How Soda Caps Are Killing Birds
Remember those haunting images of animals stuck in plastic soda rings? This is worse. Since 2009, photographer Chris Jordan has been documenting birds on Midway Atoll way out in the Pacific Ocean — near what's known as the "Pacific Garbage Patch" or, essentially, a swirling heap of plastic the size of Texas.
What Jordan found on those islands were carcasses of baby birds that have died an unnerving death:According to the BBC, "about one-third of all albatross chicks die on Midway, many as the result of being mistakenly fed plastic by their parents."
Jordan was a runner-up this year for the Prix Pictet, a prize in photography and sustainability, for a morose series that shows plastic guts spilling from dead birds. His photos, and others from the Prix Pictet contest, are currently touring various museums. He is also producing a film about his journeys to Midway Atoll, where the photos were taken.
"For me," Jordan writes in an artist statement, "kneeling over their carcasses is like looking into a macabre mirror. These birds reflect back an appallingly emblematic result of the collective trance of our consumerism and runaway industrial growth."
"For me," Jordan writes in an artist statement, "kneeling over their carcasses is like looking into a macabre mirror. These birds reflect back an appallingly emblematic result of the collective trance of our consumerism and runaway industrial growth."
They are hard to look at, but it's even harder to confront that this is not fiction.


* _TASK DESCRIPTION_
Go through the listing below and say how many lines include "ffffff". Give the number by itself.

* _DATA PROVIDED_
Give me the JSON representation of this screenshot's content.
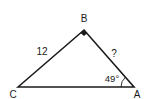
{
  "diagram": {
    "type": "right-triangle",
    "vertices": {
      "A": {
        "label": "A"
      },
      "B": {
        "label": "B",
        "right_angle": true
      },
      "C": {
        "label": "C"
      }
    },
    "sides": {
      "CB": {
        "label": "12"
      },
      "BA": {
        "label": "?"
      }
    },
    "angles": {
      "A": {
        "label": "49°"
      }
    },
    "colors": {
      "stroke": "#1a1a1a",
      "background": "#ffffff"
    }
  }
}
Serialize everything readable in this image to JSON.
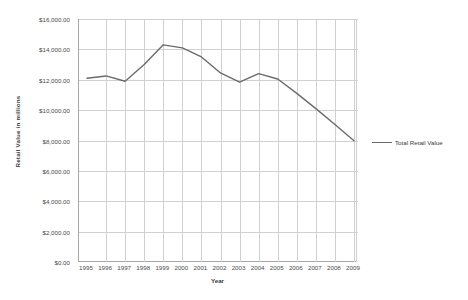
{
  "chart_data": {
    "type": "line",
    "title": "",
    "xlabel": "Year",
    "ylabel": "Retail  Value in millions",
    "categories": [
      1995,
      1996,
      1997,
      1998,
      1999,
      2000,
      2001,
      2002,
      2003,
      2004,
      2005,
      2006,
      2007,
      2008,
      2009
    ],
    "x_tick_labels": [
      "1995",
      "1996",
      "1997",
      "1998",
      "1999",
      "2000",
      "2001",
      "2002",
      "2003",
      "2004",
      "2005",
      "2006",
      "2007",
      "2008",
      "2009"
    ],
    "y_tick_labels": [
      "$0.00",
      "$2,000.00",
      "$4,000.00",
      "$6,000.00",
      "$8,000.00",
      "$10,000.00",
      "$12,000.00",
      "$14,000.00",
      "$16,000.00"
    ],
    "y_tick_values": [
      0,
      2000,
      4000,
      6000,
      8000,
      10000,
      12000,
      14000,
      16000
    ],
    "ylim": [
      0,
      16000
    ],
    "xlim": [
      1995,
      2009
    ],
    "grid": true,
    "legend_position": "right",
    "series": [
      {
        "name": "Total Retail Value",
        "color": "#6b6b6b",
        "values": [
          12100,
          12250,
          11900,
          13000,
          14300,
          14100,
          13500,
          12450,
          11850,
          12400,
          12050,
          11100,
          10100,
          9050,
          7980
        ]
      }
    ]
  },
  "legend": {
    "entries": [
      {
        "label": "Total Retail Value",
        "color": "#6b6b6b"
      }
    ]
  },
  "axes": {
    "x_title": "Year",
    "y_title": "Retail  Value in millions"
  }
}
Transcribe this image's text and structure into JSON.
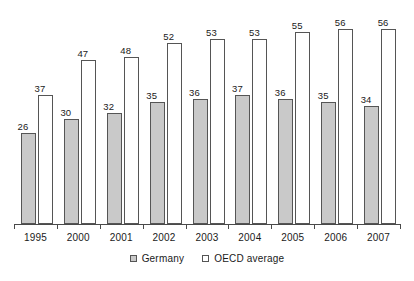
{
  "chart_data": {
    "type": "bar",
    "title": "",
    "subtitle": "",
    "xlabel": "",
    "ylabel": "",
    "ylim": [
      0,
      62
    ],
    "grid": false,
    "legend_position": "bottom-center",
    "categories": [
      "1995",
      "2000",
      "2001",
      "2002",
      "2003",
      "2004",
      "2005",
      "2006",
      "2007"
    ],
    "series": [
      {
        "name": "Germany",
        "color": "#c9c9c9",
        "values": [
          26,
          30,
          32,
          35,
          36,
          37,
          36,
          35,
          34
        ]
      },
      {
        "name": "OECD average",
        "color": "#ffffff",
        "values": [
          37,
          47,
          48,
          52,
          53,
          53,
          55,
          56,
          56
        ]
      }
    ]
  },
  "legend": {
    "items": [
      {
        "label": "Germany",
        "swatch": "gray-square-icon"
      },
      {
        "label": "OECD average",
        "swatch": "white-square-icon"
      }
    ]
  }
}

--

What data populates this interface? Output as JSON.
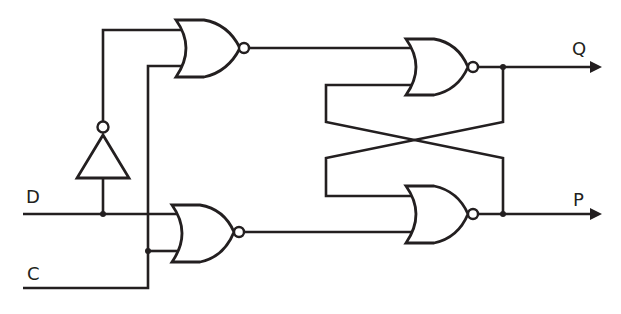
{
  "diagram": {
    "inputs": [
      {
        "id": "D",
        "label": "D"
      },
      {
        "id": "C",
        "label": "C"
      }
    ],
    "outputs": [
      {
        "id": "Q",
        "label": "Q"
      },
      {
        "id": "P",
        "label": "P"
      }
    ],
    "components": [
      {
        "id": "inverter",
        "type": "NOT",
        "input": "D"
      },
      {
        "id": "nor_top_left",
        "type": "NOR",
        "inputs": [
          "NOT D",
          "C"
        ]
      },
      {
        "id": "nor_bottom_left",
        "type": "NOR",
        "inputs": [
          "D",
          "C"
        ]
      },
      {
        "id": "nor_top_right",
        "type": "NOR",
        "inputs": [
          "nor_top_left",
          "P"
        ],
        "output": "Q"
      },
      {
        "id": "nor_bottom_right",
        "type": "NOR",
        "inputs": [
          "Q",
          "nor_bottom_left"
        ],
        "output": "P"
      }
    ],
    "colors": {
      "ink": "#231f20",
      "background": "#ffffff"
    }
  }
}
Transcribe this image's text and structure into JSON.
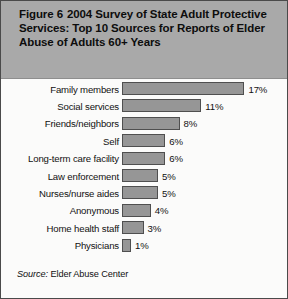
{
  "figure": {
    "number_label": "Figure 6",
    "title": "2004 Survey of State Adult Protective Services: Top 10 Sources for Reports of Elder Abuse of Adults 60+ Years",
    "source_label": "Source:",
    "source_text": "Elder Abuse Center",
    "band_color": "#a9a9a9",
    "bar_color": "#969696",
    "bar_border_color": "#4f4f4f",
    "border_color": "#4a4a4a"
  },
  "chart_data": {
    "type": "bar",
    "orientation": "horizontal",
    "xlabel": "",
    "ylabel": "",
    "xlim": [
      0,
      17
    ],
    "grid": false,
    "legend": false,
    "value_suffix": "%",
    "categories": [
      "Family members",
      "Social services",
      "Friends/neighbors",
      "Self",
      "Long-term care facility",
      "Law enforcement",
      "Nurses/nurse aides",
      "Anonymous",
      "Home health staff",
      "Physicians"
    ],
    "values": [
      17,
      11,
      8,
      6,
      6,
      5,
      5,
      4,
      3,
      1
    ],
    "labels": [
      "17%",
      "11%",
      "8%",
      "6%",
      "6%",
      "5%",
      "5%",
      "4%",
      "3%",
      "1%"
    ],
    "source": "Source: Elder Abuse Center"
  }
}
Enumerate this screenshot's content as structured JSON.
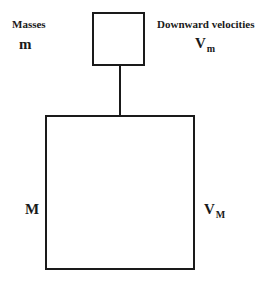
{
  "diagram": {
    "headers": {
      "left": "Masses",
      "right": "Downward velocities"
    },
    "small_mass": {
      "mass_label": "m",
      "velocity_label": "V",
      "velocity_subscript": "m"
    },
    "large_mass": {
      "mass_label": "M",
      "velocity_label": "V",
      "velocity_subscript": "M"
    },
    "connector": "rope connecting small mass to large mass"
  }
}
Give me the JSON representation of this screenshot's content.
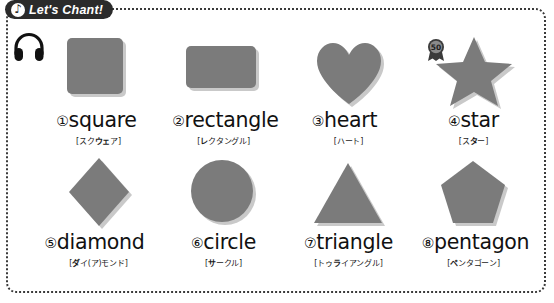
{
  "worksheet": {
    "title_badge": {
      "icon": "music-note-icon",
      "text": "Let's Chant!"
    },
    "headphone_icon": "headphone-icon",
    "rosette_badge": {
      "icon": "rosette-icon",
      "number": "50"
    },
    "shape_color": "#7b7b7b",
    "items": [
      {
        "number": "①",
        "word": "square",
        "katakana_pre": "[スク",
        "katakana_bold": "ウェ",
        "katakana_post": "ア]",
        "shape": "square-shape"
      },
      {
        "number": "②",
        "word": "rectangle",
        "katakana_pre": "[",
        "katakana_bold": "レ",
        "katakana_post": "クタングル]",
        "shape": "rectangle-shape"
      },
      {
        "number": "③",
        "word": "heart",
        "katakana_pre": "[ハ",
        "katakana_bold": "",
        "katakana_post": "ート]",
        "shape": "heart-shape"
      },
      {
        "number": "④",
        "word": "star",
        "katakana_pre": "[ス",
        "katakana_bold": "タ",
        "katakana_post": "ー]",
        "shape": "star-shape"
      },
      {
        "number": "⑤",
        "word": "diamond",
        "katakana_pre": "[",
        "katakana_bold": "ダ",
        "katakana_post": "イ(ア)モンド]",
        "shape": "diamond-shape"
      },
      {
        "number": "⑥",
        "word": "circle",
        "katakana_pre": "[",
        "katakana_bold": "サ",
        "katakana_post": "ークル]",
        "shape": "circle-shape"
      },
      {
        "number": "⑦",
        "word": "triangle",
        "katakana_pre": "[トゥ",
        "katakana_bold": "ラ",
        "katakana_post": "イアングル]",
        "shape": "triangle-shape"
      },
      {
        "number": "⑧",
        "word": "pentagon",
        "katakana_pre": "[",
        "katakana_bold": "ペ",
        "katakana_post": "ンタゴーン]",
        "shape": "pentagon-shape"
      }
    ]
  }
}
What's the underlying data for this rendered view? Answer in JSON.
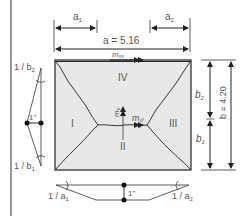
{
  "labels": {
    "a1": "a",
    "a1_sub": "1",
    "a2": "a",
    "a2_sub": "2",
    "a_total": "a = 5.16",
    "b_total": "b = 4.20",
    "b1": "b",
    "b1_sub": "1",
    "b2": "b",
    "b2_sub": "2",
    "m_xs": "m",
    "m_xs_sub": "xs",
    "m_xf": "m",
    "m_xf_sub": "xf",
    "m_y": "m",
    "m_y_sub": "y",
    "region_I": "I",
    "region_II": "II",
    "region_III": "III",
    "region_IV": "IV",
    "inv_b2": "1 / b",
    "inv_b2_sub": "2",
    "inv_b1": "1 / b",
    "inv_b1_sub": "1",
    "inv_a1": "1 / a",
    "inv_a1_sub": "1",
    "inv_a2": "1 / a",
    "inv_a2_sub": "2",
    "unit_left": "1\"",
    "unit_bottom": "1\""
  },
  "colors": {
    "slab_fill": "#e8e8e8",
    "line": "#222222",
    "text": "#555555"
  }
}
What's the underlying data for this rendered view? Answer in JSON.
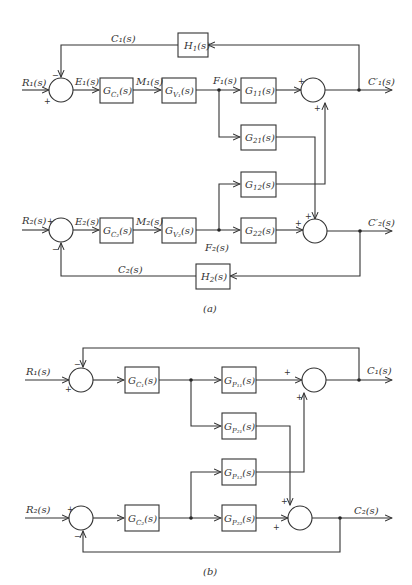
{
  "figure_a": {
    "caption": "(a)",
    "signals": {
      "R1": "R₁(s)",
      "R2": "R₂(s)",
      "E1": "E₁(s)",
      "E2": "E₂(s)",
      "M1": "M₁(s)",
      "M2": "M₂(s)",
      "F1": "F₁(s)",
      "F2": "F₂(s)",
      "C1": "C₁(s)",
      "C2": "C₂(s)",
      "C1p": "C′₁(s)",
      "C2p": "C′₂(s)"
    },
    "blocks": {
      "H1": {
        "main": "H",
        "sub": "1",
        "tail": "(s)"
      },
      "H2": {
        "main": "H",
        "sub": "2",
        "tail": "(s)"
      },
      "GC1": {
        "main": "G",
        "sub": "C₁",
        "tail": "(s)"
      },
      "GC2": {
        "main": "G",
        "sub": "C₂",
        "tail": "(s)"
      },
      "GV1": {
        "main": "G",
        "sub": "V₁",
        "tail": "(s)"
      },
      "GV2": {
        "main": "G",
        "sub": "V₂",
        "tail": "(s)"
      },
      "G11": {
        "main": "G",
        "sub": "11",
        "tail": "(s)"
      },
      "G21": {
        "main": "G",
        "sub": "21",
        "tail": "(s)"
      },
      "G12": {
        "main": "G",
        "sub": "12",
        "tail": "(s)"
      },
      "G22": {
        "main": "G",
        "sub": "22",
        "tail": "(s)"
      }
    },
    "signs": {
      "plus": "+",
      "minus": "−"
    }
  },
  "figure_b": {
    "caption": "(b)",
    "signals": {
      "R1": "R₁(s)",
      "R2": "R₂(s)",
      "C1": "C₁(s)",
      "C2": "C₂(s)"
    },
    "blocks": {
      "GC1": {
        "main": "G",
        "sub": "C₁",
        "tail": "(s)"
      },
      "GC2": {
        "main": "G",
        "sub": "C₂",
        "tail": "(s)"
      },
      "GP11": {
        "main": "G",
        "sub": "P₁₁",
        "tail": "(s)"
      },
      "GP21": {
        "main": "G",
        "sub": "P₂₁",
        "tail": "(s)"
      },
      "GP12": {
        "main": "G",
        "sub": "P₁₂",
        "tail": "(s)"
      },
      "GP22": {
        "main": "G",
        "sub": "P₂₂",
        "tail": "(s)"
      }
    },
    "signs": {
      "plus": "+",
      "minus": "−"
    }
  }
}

* * *

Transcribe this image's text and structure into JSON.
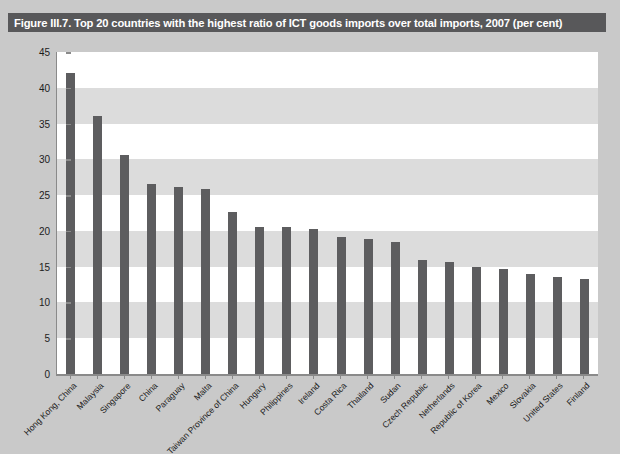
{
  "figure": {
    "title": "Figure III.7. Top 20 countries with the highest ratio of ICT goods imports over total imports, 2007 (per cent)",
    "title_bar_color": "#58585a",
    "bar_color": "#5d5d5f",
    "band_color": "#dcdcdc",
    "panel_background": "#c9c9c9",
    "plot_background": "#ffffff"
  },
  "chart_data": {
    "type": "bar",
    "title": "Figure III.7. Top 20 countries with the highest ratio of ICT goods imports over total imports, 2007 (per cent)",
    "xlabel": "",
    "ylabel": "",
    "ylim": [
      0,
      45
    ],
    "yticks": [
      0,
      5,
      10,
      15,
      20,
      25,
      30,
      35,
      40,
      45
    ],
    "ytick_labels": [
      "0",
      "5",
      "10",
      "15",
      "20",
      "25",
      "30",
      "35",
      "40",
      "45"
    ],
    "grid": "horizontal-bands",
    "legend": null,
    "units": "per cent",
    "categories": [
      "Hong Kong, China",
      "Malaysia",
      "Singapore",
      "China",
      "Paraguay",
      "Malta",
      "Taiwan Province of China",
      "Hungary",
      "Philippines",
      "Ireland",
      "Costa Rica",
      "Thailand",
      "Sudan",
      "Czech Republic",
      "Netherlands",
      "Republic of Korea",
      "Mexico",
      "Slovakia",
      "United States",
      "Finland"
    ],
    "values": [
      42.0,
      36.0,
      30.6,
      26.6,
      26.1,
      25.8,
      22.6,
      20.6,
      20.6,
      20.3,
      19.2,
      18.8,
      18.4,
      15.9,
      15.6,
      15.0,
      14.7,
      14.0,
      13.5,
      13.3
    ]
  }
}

* _SOLVED EXERCISE_
4